Yeats’s dubious views on the ideal government, enmity against democracy, infatuation with aristocracy, and scandalous inclinations toward fascism and eugenics make his late politics open to ongoing discussion and continue to draw attention from a number of critics. In particular, his brief entanglement with the Blueshirt Movement and misbegotten attempt to write marching songs for it lead one to a pointed question: if his poetic enterprise was truly cultural, not political per se—a radical transfer of nationalist energies from the political to cultural spheres. Given such a question, this article aims at examining the “late” politics of Yeats through the lens of the discourse of aesthetic lateness articulated by Edward W. Said. Said suggests that musicians and writers can create a style that enables them to embody intransigence, difficulty, and unresolved contradiction—lateness as opposition and as going against the grain. If old age withholds any possibility of resolution, does it only bring about the perpetuation of a human predicament in continuing conflict or unexpectedly afford the recognition that art can ultimately escape the impairment of the body?

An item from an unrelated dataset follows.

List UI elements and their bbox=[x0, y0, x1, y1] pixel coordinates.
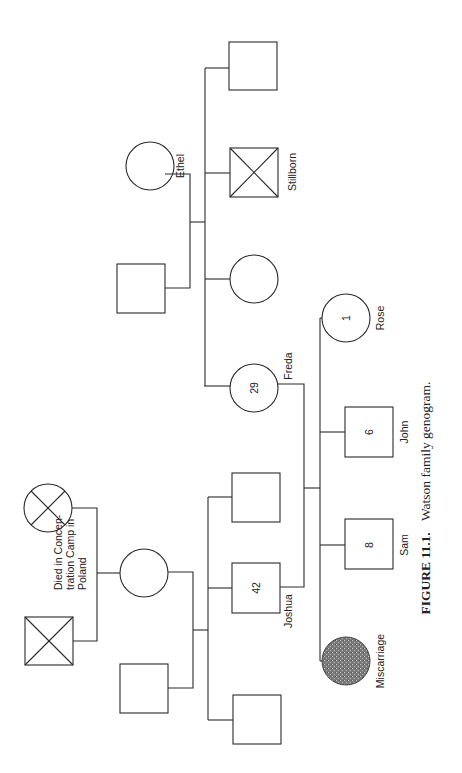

Although it is admitted that late style of an artist may be taken to be the expression of not the arrival at any transcendence or ascending to sublimity but an open-ended longing, is it ultimately marked by the irreducible insistence of the transience of the human form including art itself? I will look into the points at which all those questions meet up with the grandiosity of the Yeatsian vision associated with the poet’s embarrassing proclivity toward fascism in his late life.